CLDec 14, 2024

WEPO: Web Element Preference Optimization for LLM-based Web Navigation

arXiv:2412.10742v19 citationsh-index: 2
Originality Incremental advance
AI Analysis

This addresses the challenge of aligning user intent with actions in autonomous web navigation, representing an incremental advance in the field.

The paper tackled the problem of improving LLM-based web navigation by leveraging HTML element redundancy for contrastive training, achieving state-of-the-art results with a 13.8% improvement over WebAgent and 5.3% over CogAgent on the Mind2Web benchmark.

The rapid advancement of autonomous web navigation has significantly benefited from grounding pretrained Large Language Models (LLMs) as agents. However, current research has yet to fully leverage the redundancy of HTML elements for contrastive training. This paper introduces a novel approach to LLM-based web navigation tasks, called Web Element Preference Optimization (WEPO). WEPO utilizes unsupervised preference learning by sampling distance-based non-salient web elements as negative samples, optimizing maximum likelihood objective within Direct Preference Optimization (DPO). We evaluate WEPO on the Mind2Web benchmark and empirically demonstrate that WEPO aligns user high-level intent with output actions more effectively. The results show that our method achieved the state-of-the-art, with an improvement of 13.8% over WebAgent and 5.3% over the visual language model CogAgent baseline. Our findings underscore the potential of preference optimization to enhance web navigation and other web page based tasks, suggesting a promising direction for future research.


__Your goal__. With pictures left out, set down every record word for word.

====

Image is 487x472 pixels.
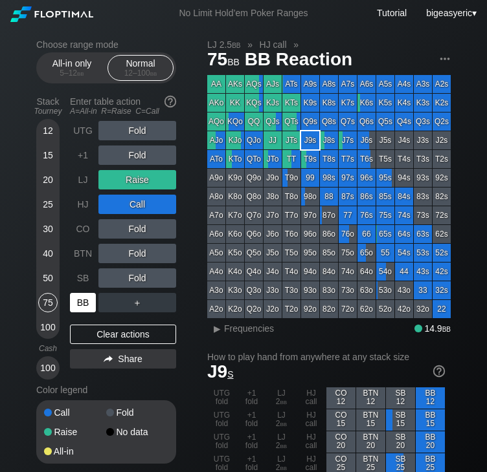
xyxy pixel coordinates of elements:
[207,131,225,150] div: AJo
[320,188,338,206] div: 88
[267,388,296,409] div: LJ 2
[376,94,394,112] div: K5s
[357,131,375,150] div: J6s
[338,244,357,262] div: 75o
[414,131,432,150] div: J3s
[280,463,287,472] span: bb
[395,150,413,168] div: T4s
[207,225,225,243] div: A6o
[104,356,113,363] img: share.864f2f62.svg
[414,263,432,281] div: 43s
[10,6,93,22] img: Floptimal logo
[414,206,432,225] div: 73s
[376,282,394,300] div: 53o
[98,195,176,214] div: Call
[237,410,266,431] div: +1 fold
[395,206,413,225] div: 74s
[38,170,58,190] div: 20
[338,188,357,206] div: 87s
[296,410,326,431] div: HJ call
[226,75,244,93] div: AKs
[245,282,263,300] div: Q3o
[357,150,375,168] div: T6s
[207,75,225,93] div: AA
[207,94,225,112] div: AKo
[245,300,263,318] div: Q2o
[280,397,287,406] span: bb
[301,282,319,300] div: 93o
[38,269,58,288] div: 50
[357,244,375,262] div: 65o
[320,113,338,131] div: Q8s
[356,388,385,409] div: BTN 12
[207,150,225,168] div: ATo
[357,282,375,300] div: 63o
[432,75,450,93] div: A2s
[245,225,263,243] div: Q6o
[414,75,432,93] div: A3s
[338,131,357,150] div: J7s
[357,169,375,187] div: 96s
[338,113,357,131] div: Q7s
[432,225,450,243] div: 62s
[301,113,319,131] div: Q9s
[320,131,338,150] div: J8s
[70,293,96,313] div: BB
[207,169,225,187] div: A9o
[395,282,413,300] div: 43o
[163,94,177,109] img: help.32db89a4.svg
[70,91,176,121] div: Enter table action
[338,282,357,300] div: 73o
[106,428,168,437] div: No data
[263,206,282,225] div: J7o
[263,282,282,300] div: J3o
[44,428,106,437] div: Raise
[320,282,338,300] div: 83o
[226,282,244,300] div: K3o
[414,324,450,334] div: 14.9
[226,150,244,168] div: KTo
[301,188,319,206] div: 98o
[395,225,413,243] div: 64s
[207,244,225,262] div: A5o
[376,169,394,187] div: 95s
[226,263,244,281] div: K4o
[338,75,357,93] div: A7s
[38,359,58,378] div: 100
[282,150,300,168] div: TT
[45,69,99,78] div: 5 – 12
[376,263,394,281] div: 54o
[414,244,432,262] div: 53s
[98,146,176,165] div: Fold
[320,244,338,262] div: 85o
[282,94,300,112] div: KTs
[432,364,446,379] img: help.32db89a4.svg
[38,121,58,140] div: 12
[282,188,300,206] div: T8o
[226,94,244,112] div: KK
[376,188,394,206] div: 85s
[245,188,263,206] div: Q8o
[395,300,413,318] div: 42o
[395,75,413,93] div: A4s
[357,188,375,206] div: 86s
[326,388,355,409] div: CO 12
[226,188,244,206] div: K8o
[414,150,432,168] div: T3s
[227,366,233,381] span: s
[426,8,472,18] span: bigeasyeric
[263,94,282,112] div: KJs
[296,388,326,409] div: HJ call
[44,408,106,417] div: Call
[338,150,357,168] div: T7s
[414,94,432,112] div: K3s
[376,75,394,93] div: A5s
[245,75,263,93] div: AQs
[70,325,176,344] div: Clear actions
[38,244,58,263] div: 40
[338,206,357,225] div: 77
[395,169,413,187] div: 94s
[376,225,394,243] div: 65s
[208,321,225,337] div: ▸
[245,94,263,112] div: KQs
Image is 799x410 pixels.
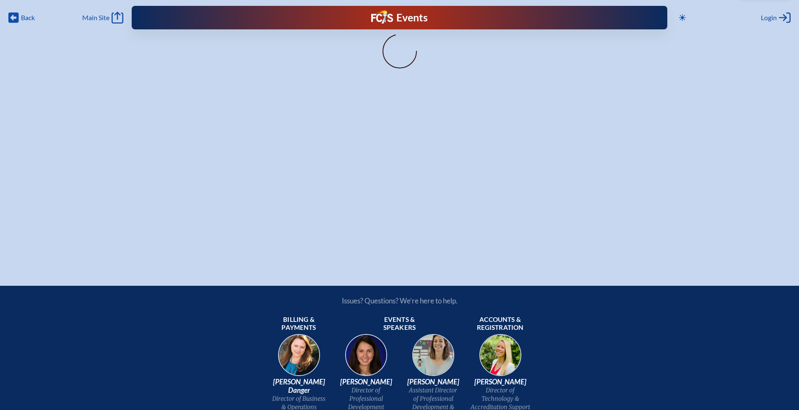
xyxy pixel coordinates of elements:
div: FCIS Events — Future ready [279,10,520,25]
img: 545ba9c4-c691-43d5-86fb-b0a622cbeb82 [406,331,460,385]
span: Back [21,13,35,22]
h1: Events [396,13,428,23]
span: [PERSON_NAME] [470,378,531,386]
span: Login [761,13,777,22]
span: Main Site [82,13,109,22]
img: 94e3d245-ca72-49ea-9844-ae84f6d33c0f [339,331,393,385]
span: Accounts & registration [470,315,531,332]
img: b1ee34a6-5a78-4519-85b2-7190c4823173 [474,331,527,385]
p: Issues? Questions? We’re here to help. [252,296,547,305]
span: Billing & payments [269,315,329,332]
span: [PERSON_NAME] Danger [269,378,329,394]
span: Events & speakers [370,315,430,332]
a: FCIS LogoEvents [371,10,428,25]
a: Main Site [82,12,123,23]
img: 9c64f3fb-7776-47f4-83d7-46a341952595 [272,331,326,385]
span: [PERSON_NAME] [336,378,396,386]
span: [PERSON_NAME] [403,378,464,386]
img: Florida Council of Independent Schools [371,10,393,23]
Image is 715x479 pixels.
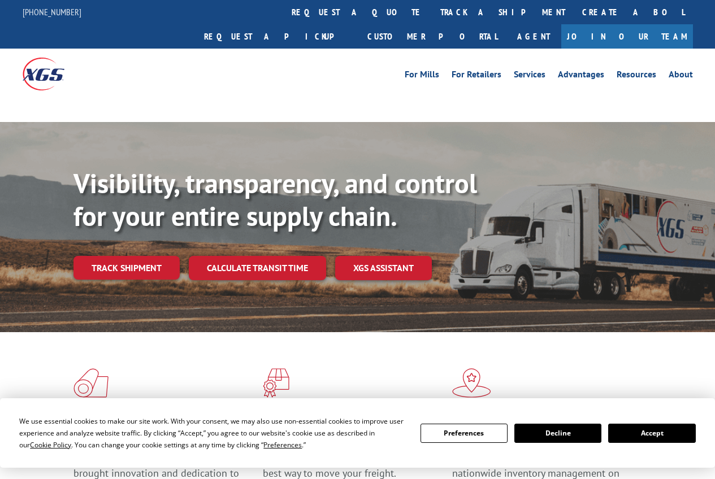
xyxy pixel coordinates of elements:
[189,256,326,280] a: Calculate transit time
[514,424,601,443] button: Decline
[23,6,81,18] a: [PHONE_NUMBER]
[263,368,289,398] img: xgs-icon-focused-on-flooring-red
[561,24,693,49] a: Join Our Team
[359,24,506,49] a: Customer Portal
[452,368,491,398] img: xgs-icon-flagship-distribution-model-red
[405,70,439,82] a: For Mills
[451,70,501,82] a: For Retailers
[608,424,695,443] button: Accept
[73,368,108,398] img: xgs-icon-total-supply-chain-intelligence-red
[668,70,693,82] a: About
[514,70,545,82] a: Services
[195,24,359,49] a: Request a pickup
[335,256,432,280] a: XGS ASSISTANT
[263,440,302,450] span: Preferences
[73,166,477,233] b: Visibility, transparency, and control for your entire supply chain.
[558,70,604,82] a: Advantages
[73,256,180,280] a: Track shipment
[420,424,507,443] button: Preferences
[616,70,656,82] a: Resources
[506,24,561,49] a: Agent
[30,440,71,450] span: Cookie Policy
[19,415,406,451] div: We use essential cookies to make our site work. With your consent, we may also use non-essential ...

====

__Task solution__.
Image is 487x472 pixels.
xyxy pixel coordinates of elements:
[207,131,225,150] div: AJo
[320,188,338,206] div: 88
[267,388,296,409] div: LJ 2
[376,94,394,112] div: K5s
[357,131,375,150] div: J6s
[338,244,357,262] div: 75o
[414,131,432,150] div: J3s
[280,463,287,472] span: bb
[395,150,413,168] div: T4s
[207,225,225,243] div: A6o
[104,356,113,363] img: share.864f2f62.svg
[414,263,432,281] div: 43s
[10,6,93,22] img: Floptimal logo
[414,206,432,225] div: 73s
[376,282,394,300] div: 53o
[98,195,176,214] div: Call
[237,410,266,431] div: +1 fold
[395,206,413,225] div: 74s
[38,170,58,190] div: 20
[338,188,357,206] div: 87s
[296,410,326,431] div: HJ call
[226,75,244,93] div: AKs
[245,282,263,300] div: Q3o
[357,150,375,168] div: T6s
[207,75,225,93] div: AA
[207,94,225,112] div: AKo
[245,300,263,318] div: Q2o
[280,397,287,406] span: bb
[301,282,319,300] div: 93o
[38,269,58,288] div: 50
[357,244,375,262] div: 65o
[320,113,338,131] div: Q8s
[356,388,385,409] div: BTN 12
[207,150,225,168] div: ATo
[357,282,375,300] div: 63o
[432,75,450,93] div: A2s
[245,225,263,243] div: Q6o
[414,75,432,93] div: A3s
[338,131,357,150] div: J7s
[357,169,375,187] div: 96s
[338,113,357,131] div: Q7s
[432,225,450,243] div: 62s
[301,113,319,131] div: Q9s
[320,131,338,150] div: J8s
[70,293,96,313] div: BB
[207,169,225,187] div: A9o
[395,282,413,300] div: 43o
[163,94,177,109] img: help.32db89a4.svg
[70,91,176,121] div: Enter table action
[338,282,357,300] div: 73o
[106,428,168,437] div: No data
[263,206,282,225] div: J7o
[263,282,282,300] div: J3o
[44,428,106,437] div: Raise
[320,282,338,300] div: 83o
[226,282,244,300] div: K3o
[414,324,450,334] div: 14.9
[226,150,244,168] div: KTo
[301,188,319,206] div: 98o
[395,225,413,243] div: 64s
[207,244,225,262] div: A5o
[376,169,394,187] div: 95s
[226,263,244,281] div: K4o
[338,75,357,93] div: A7s
[38,359,58,378] div: 100
[282,150,300,168] div: TT
[45,69,99,78] div: 5 – 12
[376,263,394,281] div: 54o
[414,244,432,262] div: 53s
[98,146,176,165] div: Fold
[320,244,338,262] div: 85o
[282,94,300,112] div: KTs
[432,364,446,379] img: help.32db89a4.svg
[38,121,58,140] div: 12
[282,188,300,206] div: T8o
[226,94,244,112] div: KK
[376,188,394,206] div: 85s
[245,188,263,206] div: Q8o
[395,300,413,318] div: 42o
[395,75,413,93] div: A4s
[357,188,375,206] div: 86s
[326,388,355,409] div: CO 12
[226,188,244,206] div: K8o
[414,150,432,168] div: T3s
[227,366,233,381] span: s
[426,8,472,18] span: bigeasyeric
[263,94,282,112] div: KJs
[296,388,326,409] div: HJ call
[44,408,106,417] div: Call
[338,150,357,168] div: T7s
[414,94,432,112] div: K3s
[376,75,394,93] div: A5s
[245,75,263,93] div: AQs
[70,325,176,344] div: Clear actions
[38,244,58,263] div: 40
[338,206,357,225] div: 77
[395,169,413,187] div: 94s
[376,225,394,243] div: 65s
[208,321,225,337] div: ▸
[245,94,263,112] div: KQs
Image is 799x410 pixels.
xyxy pixel coordinates of elements:
div: FCIS Events — Future ready [279,10,520,25]
img: 545ba9c4-c691-43d5-86fb-b0a622cbeb82 [406,331,460,385]
span: Back [21,13,35,22]
h1: Events [396,13,428,23]
span: [PERSON_NAME] [470,378,531,386]
span: Login [761,13,777,22]
span: Main Site [82,13,109,22]
img: 94e3d245-ca72-49ea-9844-ae84f6d33c0f [339,331,393,385]
span: Accounts & registration [470,315,531,332]
img: b1ee34a6-5a78-4519-85b2-7190c4823173 [474,331,527,385]
p: Issues? Questions? We’re here to help. [252,296,547,305]
span: Billing & payments [269,315,329,332]
span: [PERSON_NAME] Danger [269,378,329,394]
span: Events & speakers [370,315,430,332]
a: FCIS LogoEvents [371,10,428,25]
a: Main Site [82,12,123,23]
img: 9c64f3fb-7776-47f4-83d7-46a341952595 [272,331,326,385]
span: [PERSON_NAME] [336,378,396,386]
span: [PERSON_NAME] [403,378,464,386]
img: Florida Council of Independent Schools [371,10,393,23]
Image is 715x479 pixels.
xyxy pixel coordinates of elements:
[189,256,326,280] a: Calculate transit time
[514,424,601,443] button: Decline
[23,6,81,18] a: [PHONE_NUMBER]
[263,368,289,398] img: xgs-icon-focused-on-flooring-red
[561,24,693,49] a: Join Our Team
[359,24,506,49] a: Customer Portal
[452,368,491,398] img: xgs-icon-flagship-distribution-model-red
[405,70,439,82] a: For Mills
[451,70,501,82] a: For Retailers
[608,424,695,443] button: Accept
[73,368,108,398] img: xgs-icon-total-supply-chain-intelligence-red
[668,70,693,82] a: About
[514,70,545,82] a: Services
[195,24,359,49] a: Request a pickup
[335,256,432,280] a: XGS ASSISTANT
[263,440,302,450] span: Preferences
[73,166,477,233] b: Visibility, transparency, and control for your entire supply chain.
[558,70,604,82] a: Advantages
[73,256,180,280] a: Track shipment
[420,424,507,443] button: Preferences
[616,70,656,82] a: Resources
[506,24,561,49] a: Agent
[30,440,71,450] span: Cookie Policy
[19,415,406,451] div: We use essential cookies to make our site work. With your consent, we may also use non-essential ...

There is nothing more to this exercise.